As curators and theorists, The Otolith Collective operates as an NPO engaged in the conception, creation, and convening of platforms that make public the ongoing research informing its wider practice. Central to this work is a preoccupation with shifting the decolonial form of the essayistic toward an untimely institution, informed by a conception of temporality unbound by the political formations that determine the contemporary. From this aesthetico-political process emerges a practice of platforming that draws attention to the urgency of the present in all its provincial, provisional, prospective, and planetary dimensions.
Moderators
Klara Kemp-Welch
Klara Kemp-Welch is Professor of Modern and Contemporary Art History and Head of Research Degrees (2025–28) at the Courtauld Institute.
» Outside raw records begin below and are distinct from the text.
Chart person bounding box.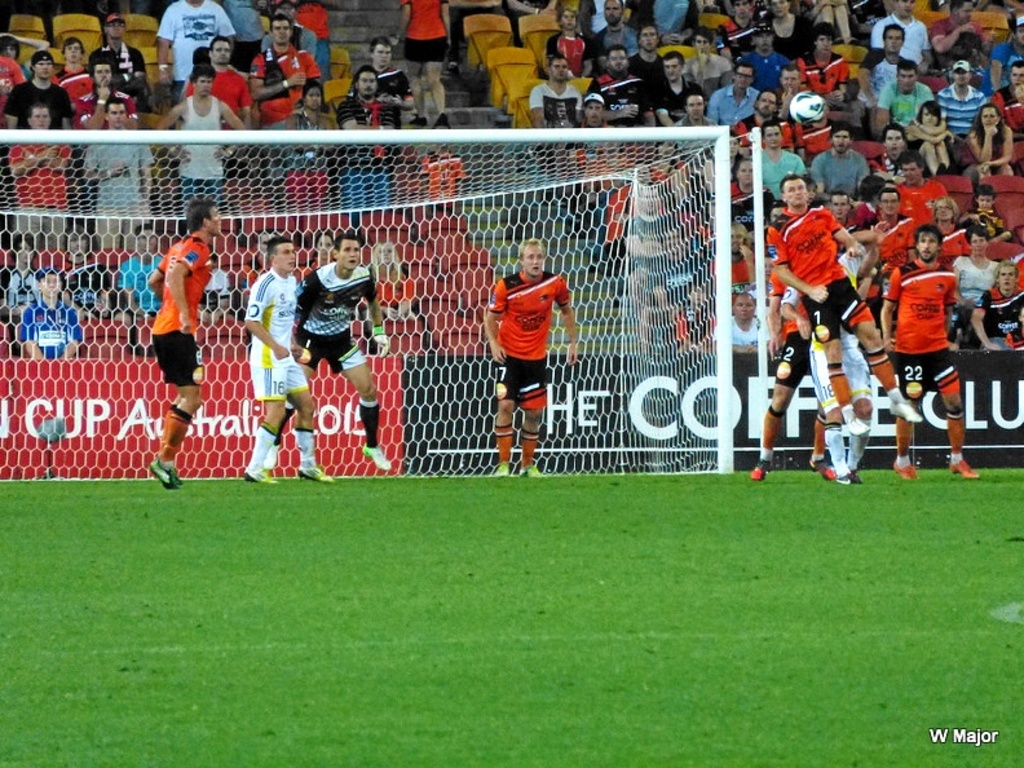
Charted: <box>412,112,459,203</box>.
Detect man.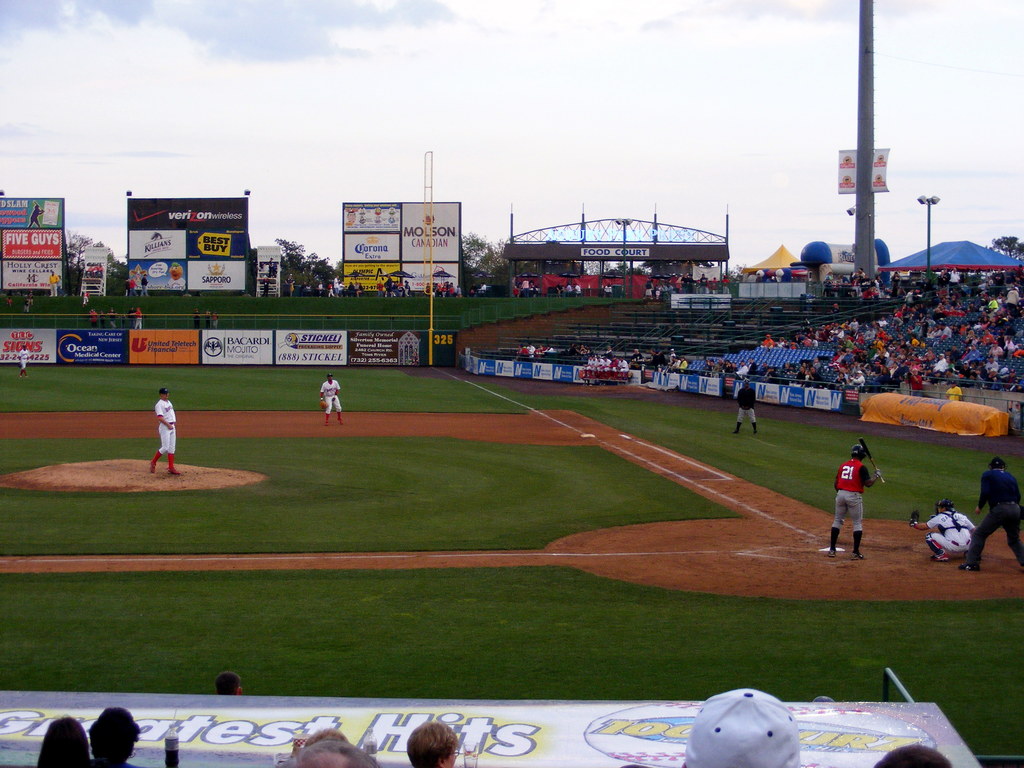
Detected at bbox=(963, 454, 1023, 570).
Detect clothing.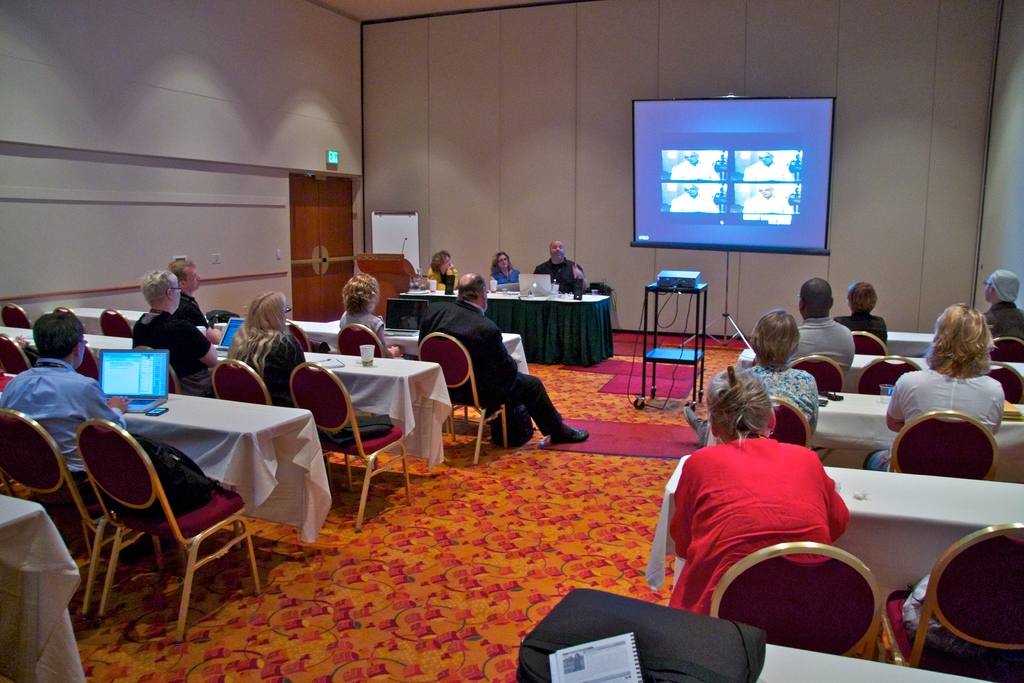
Detected at left=792, top=317, right=860, bottom=361.
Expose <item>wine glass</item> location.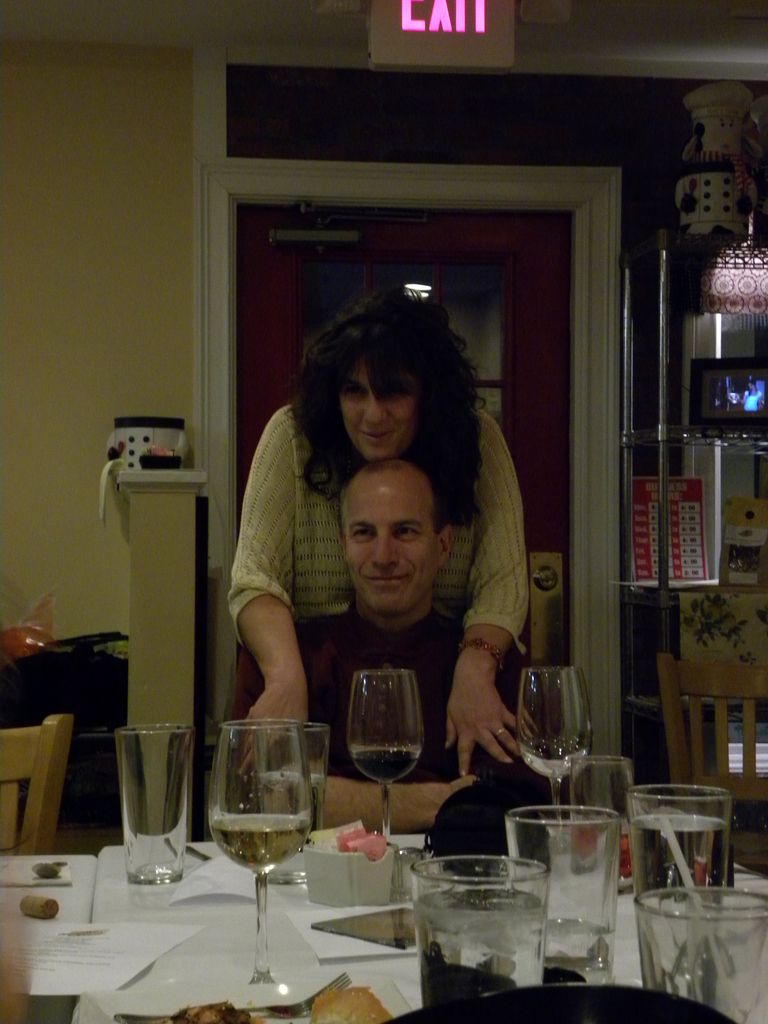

Her research focuses on modern and contemporary art from Eastern Europe. She was educated at the School of Slavonic and East European Studies and University College London. She is the author of Antipolitics in Central European Art: Reticence as Dissidence under Post-Totalitarian Rule, 1956–1989 (I.B. Tauris, 2014) and Networking the Bloc: Experimental Art in Eastern Europe, 1965–1981 (MIT Press, 2019), and co-editor, with Beata Hock and Jonathan Owen, of A Reader in East-Central European Modernism, 1918–1956 (Courtauld Books Online, 2019). She is currently completing a monograph titled Free Movement? Documenting Migration and Mobility in Eastern Europe.
Sarah Wilson
Sarah Wilson is Professor of Modern and Contemporary Art at the Courtauld Institute, University of London. She co-curated Paris, Capital of the Arts, 1900–1968 (Royal Academy, London, 2002) and published The Visual World of French Theory, vol. 1: Figurations (2010; French edition, 2018) and Picasso, Marx and Socialist Realism in France (2013). She received the international AICA Prize for Art Criticism in 2015. In 2011, she launched the MA special option “Global Conceptualism: The Last Avant-Garde or a New Beginnings?,” and supervises research on conceptual and post-conceptual art from the Cold War period to the present. She gave a keynote lecture on ‘Crowds Power and the Rape of the Masses’ at the University of Vienna in 2017 and published on ‘Crowds and Power’ focussing on artists Marcyn Dudek and Eva Axelrad for the AICA Congress, Berlin, 2019
Diva Gujral
Diva Gujral’s research focuses on lens-based media in postcolonial India in dialogue with the country’s transnational political coordinates. She is currently a Leverhulme Early Career Fellow at the Ruskin School of Art and an Extraordinary Junior Research Fellow in the History of Art at Queen’s College at the University of Oxford. There, she has begun a new project on Indian contemporary art and its historiographical interventions into how the early postcolonial state is archived and memorialised. Prior to this she was a Fellow in Twentieth-Century Indian and Global Imperial History at the LSE, and she completed her PhD at UCL.
Convenors
Marko Ilić
Marko Ilić is an Associate Professor in Contemporary Art History at the University of Oxford. His first book, A Slow Burning Fire: The Rise of the New Art Practice in Yugoslavia, was published by the MIT Press in 2021. Alongside Sofia Gotti, he is currently working on a project that examines the intersections between art and populism.
Sofia Gotti
Sofia Gotti is an art historian and curator specialising in modern and contemporary art with a focus on South America. Her work broadly examines the intersections of radical politics, art, and popular culture. has worked on exhibitions at institutions of varying scales, and in commercial galleries internationally. In 2024 she was part of the curatorial team of Stranieri Ovunque – Foreigners Everywhere, the 60th International Art Exhibition La Biennale di Venezia. She currently co-leads the MA Curating at the Courtauld Institute and previously was a Leverhulme Early Career Fellow at the University of Cambridge. Her first monograph Pop Countercultures is forthcoming with Liverpool University Press.